'Holy chow' teaches us to behave politically about food

rice dish

(Unsplash/Cel Lisboa)

Whether the issue is city councils and trans fats, fast food jobs for inner-city teens, obesity, diabetes, heart attacks or the fear many have that they (and America) are permanently fat, what we eat matters.

What we put into our body has an impact on our bodies and much, much more. 

A couple weeks ago, I revisited the concept of sacred chow — that is, a love of healthy food, disdain for agribusiness and a more thoughtful approach to what and how we eat. Here, I'd like to return to the topic once more in a way that tries to take back the table the way others have taken back the night. Sacred chow helps our bodies embody their holy and sacred intention. It doesn't keep us from dying so much as turn us toward living.

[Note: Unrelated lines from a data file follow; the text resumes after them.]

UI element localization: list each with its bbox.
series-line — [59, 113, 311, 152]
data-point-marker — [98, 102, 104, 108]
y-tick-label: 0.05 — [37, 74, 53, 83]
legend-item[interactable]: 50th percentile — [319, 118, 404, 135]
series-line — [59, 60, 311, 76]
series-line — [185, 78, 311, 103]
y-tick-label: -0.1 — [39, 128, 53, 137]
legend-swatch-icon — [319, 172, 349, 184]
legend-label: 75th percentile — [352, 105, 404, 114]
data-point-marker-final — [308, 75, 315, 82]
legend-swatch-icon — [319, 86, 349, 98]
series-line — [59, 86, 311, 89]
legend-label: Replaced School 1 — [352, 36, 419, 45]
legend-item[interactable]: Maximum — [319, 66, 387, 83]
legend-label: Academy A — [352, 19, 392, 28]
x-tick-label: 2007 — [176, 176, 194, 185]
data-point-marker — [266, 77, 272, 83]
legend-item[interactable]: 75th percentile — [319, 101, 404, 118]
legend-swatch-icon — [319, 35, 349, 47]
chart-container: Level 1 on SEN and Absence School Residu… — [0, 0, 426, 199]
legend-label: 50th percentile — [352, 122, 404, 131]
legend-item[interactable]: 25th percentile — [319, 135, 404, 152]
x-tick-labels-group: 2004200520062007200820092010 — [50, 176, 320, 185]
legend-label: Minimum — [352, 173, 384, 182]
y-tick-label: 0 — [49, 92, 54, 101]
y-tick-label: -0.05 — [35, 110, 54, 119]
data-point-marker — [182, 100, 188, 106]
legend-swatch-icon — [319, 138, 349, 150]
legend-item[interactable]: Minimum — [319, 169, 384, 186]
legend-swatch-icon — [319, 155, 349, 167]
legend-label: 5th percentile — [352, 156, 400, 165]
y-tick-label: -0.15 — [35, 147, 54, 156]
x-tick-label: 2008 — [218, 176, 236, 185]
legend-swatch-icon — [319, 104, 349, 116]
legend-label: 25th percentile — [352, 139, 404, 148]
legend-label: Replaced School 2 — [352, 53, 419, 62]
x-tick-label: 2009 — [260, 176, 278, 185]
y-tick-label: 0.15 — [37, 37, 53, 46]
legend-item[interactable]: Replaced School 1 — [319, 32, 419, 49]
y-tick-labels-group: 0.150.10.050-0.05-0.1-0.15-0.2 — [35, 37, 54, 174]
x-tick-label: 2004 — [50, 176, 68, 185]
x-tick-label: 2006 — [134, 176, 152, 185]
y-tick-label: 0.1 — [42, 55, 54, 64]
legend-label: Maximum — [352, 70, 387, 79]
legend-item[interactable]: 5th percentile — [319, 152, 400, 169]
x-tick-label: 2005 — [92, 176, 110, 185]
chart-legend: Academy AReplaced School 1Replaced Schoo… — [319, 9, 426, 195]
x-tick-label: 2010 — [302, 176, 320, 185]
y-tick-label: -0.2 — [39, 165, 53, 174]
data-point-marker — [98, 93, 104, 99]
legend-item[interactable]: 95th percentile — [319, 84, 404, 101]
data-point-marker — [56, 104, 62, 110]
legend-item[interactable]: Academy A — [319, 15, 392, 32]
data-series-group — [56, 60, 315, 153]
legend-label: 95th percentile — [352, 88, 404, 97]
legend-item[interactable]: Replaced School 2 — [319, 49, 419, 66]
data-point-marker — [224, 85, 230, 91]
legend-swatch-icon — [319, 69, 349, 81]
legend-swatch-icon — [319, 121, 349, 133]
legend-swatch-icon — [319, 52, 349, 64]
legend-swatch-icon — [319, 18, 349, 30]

Becoming more conscious about how food gets on our plates and into our stomach is an essential first political step. Migrant workers, the soil, the pesticides themselves join packagers and truckers and boats in getting our food to our plates. Just looking at everything on any one plate as a long — and not short — experience is important.

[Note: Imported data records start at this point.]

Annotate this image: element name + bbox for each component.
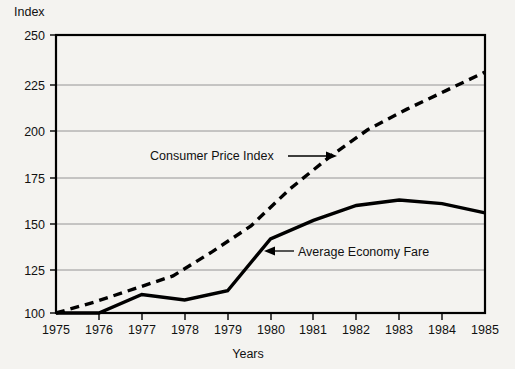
x-tick-label-1976: 1976	[85, 323, 113, 337]
y-tick-label-250: 250	[24, 29, 45, 43]
x-tick-label-1975: 1975	[42, 323, 70, 337]
plot-border	[56, 35, 485, 313]
line-chart-figure: Index 250 225 200 175 150 125 100 1975 1…	[0, 0, 515, 369]
y-tick-label-225: 225	[24, 79, 45, 93]
annotation-label-fare: Average Economy Fare	[298, 245, 429, 259]
y-axis-title: Index	[14, 5, 45, 19]
x-tick-label-1980: 1980	[257, 323, 285, 337]
x-tick-label-1985: 1985	[471, 323, 499, 337]
x-axis-title: Years	[232, 347, 264, 361]
annotation-arrowhead-fare	[264, 247, 275, 256]
x-tick-label-1984: 1984	[428, 323, 456, 337]
chart-container: Index 250 225 200 175 150 125 100 1975 1…	[0, 0, 515, 369]
annotation-label-cpi: Consumer Price Index	[150, 149, 274, 163]
x-tick-label-1979: 1979	[214, 323, 242, 337]
x-tick-label-1983: 1983	[385, 323, 413, 337]
y-tick-label-100: 100	[24, 307, 45, 321]
x-tick-label-1981: 1981	[299, 323, 327, 337]
y-tick-label-200: 200	[24, 125, 45, 139]
y-tick-label-175: 175	[24, 172, 45, 186]
y-tick-label-150: 150	[24, 218, 45, 232]
x-tick-label-1982: 1982	[342, 323, 370, 337]
series-consumer-price-index	[56, 72, 485, 313]
annotation-arrowhead-cpi	[326, 152, 337, 161]
y-tick-label-125: 125	[24, 264, 45, 278]
gridlines	[56, 85, 485, 270]
x-tick-label-1977: 1977	[128, 323, 156, 337]
x-tick-label-1978: 1978	[171, 323, 199, 337]
annotation-average-economy-fare: Average Economy Fare	[264, 245, 429, 259]
annotation-consumer-price-index: Consumer Price Index	[150, 149, 337, 163]
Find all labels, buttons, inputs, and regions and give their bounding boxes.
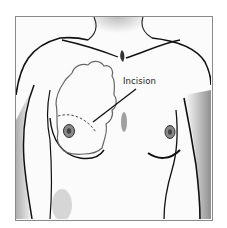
- left-arm-shading: [16, 85, 34, 219]
- left-clavicle: [62, 40, 118, 57]
- incision-label: Incision: [123, 76, 156, 86]
- lower-left-shading: [52, 189, 72, 221]
- left-torso-outline: [47, 90, 51, 219]
- right-nipple-center: [168, 129, 172, 135]
- neck-left-outline: [88, 17, 96, 40]
- sternal-notch: [120, 50, 124, 62]
- excision-area-outline: [56, 61, 116, 154]
- chest-illustration: [0, 0, 227, 228]
- right-clavicle: [126, 40, 180, 58]
- neck-shading: [92, 8, 144, 36]
- right-arm-shading: [185, 90, 211, 219]
- sternum-shading: [121, 112, 127, 132]
- left-nipple-center: [67, 128, 71, 134]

Here are a few books to help you turn the corner toward a more sacred chow experience:

All these political and theological books can help us understand how to behave politically about food. They connect us to city councils and regulations and medical policies. 

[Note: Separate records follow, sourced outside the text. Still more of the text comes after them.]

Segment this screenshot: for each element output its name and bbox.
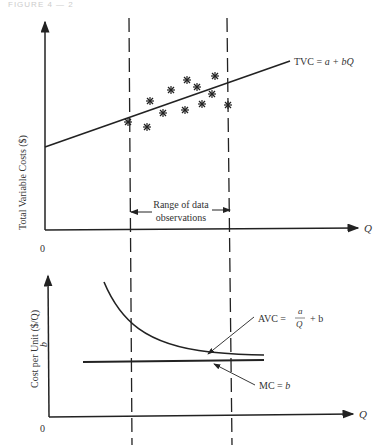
- bottom-x-axis: [49, 414, 353, 417]
- top-x-axis-label: Q: [364, 222, 372, 234]
- avc-label: AVC = a Q + b: [258, 306, 323, 329]
- cost-diagram: 0 Q Total Variable Costs ($) TVC = a + b…: [0, 0, 380, 445]
- top-origin-label: 0: [40, 243, 45, 254]
- svg-text:a: a: [298, 306, 303, 316]
- mc-label: MC = b: [259, 380, 290, 391]
- tvc-line: [45, 61, 290, 147]
- tvc-label: TVC = a + bQ: [294, 56, 354, 67]
- top-x-axis: [45, 228, 358, 230]
- range-label-line1: Range of data: [153, 199, 209, 210]
- bottom-origin-label: 0: [40, 423, 45, 434]
- range-annotation: Range of data observations: [131, 199, 230, 223]
- svg-text:Q: Q: [296, 319, 303, 329]
- top-y-axis-label: Total Variable Costs ($): [17, 135, 29, 230]
- range-label-line2: observations: [156, 212, 207, 223]
- svg-text:+ b: + b: [310, 313, 323, 324]
- bottom-x-axis-label: Q: [359, 408, 367, 420]
- bottom-y-axis-label: Cost per Unit ($/Q): [29, 310, 41, 388]
- range-left-dashed-line: [129, 18, 132, 445]
- svg-text:AVC =: AVC =: [258, 313, 286, 324]
- b-tick-label: b: [38, 342, 49, 347]
- mc-line: [83, 360, 264, 362]
- data-observation-points: [124, 72, 232, 131]
- avc-curve: [104, 282, 264, 355]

When I think of sacred chow, I start with the person and go to the political and make a trip back and through. I like to think of myself as somebody with two green thumbs: one grows things in a garden and makes things in a kitchen, and the other grows things in public, through policies and protests and politics.

I have several role models in the behaviors. One of them is the early 20th-century American novelist Edith Wharton, who gardened in France and wrote about it as a well-considered domesticity. She helps me connect my two hands and my two thumbs.

Another role model, albeit as a warning, is M.F.K. Fisher, who wrote about food in dozens of volumes of books and essays, but to me made the political connection weakly. She acted often as though the beauty of her table was disconnected from the money in her pocket, as well from as the beauty of French agriculture, its government's food policies and its culture of teaching about food and other public matters.

Renowned chef Alice Waters also comes to mind. In 1971, she opened in Berkeley, California, one beautiful restaurant, Chez Panisse, and refused to do a chain of them. Credited with starting the farm-to-table movement, some of Waters' philosophies on food are simply summarized: Food is precious; eat together. 

(Random House)

What we really need is a new book about the politics of food that loves food the way Fisher does. It may already exist somewhat in early Christianity historian John Dominic Crossan's ideas about commensality. He says that Jesus ate with the wrong people and that's what got him in trouble. When we eat with "agribusiness," we also get in trouble; it's just a different kind than what Jesus had.

Crossan makes the most powerful argument about the spirituality of food. Politics is always at the table — with whom we eat, where we eat, how we eat. He argues that the reason for Jesus' crucifixion was that he ate with "sinners." Crossan is a part of the group of edgy Jesus scholars who rely on a very few texts to show why Jesus was unusual and not just about food.

We need people with two green thumbs, who can behave politically and personally about food at the same time. We need sacred chow.

[Donna Schaper is senior minister of Judson Memorial Church in New York City.]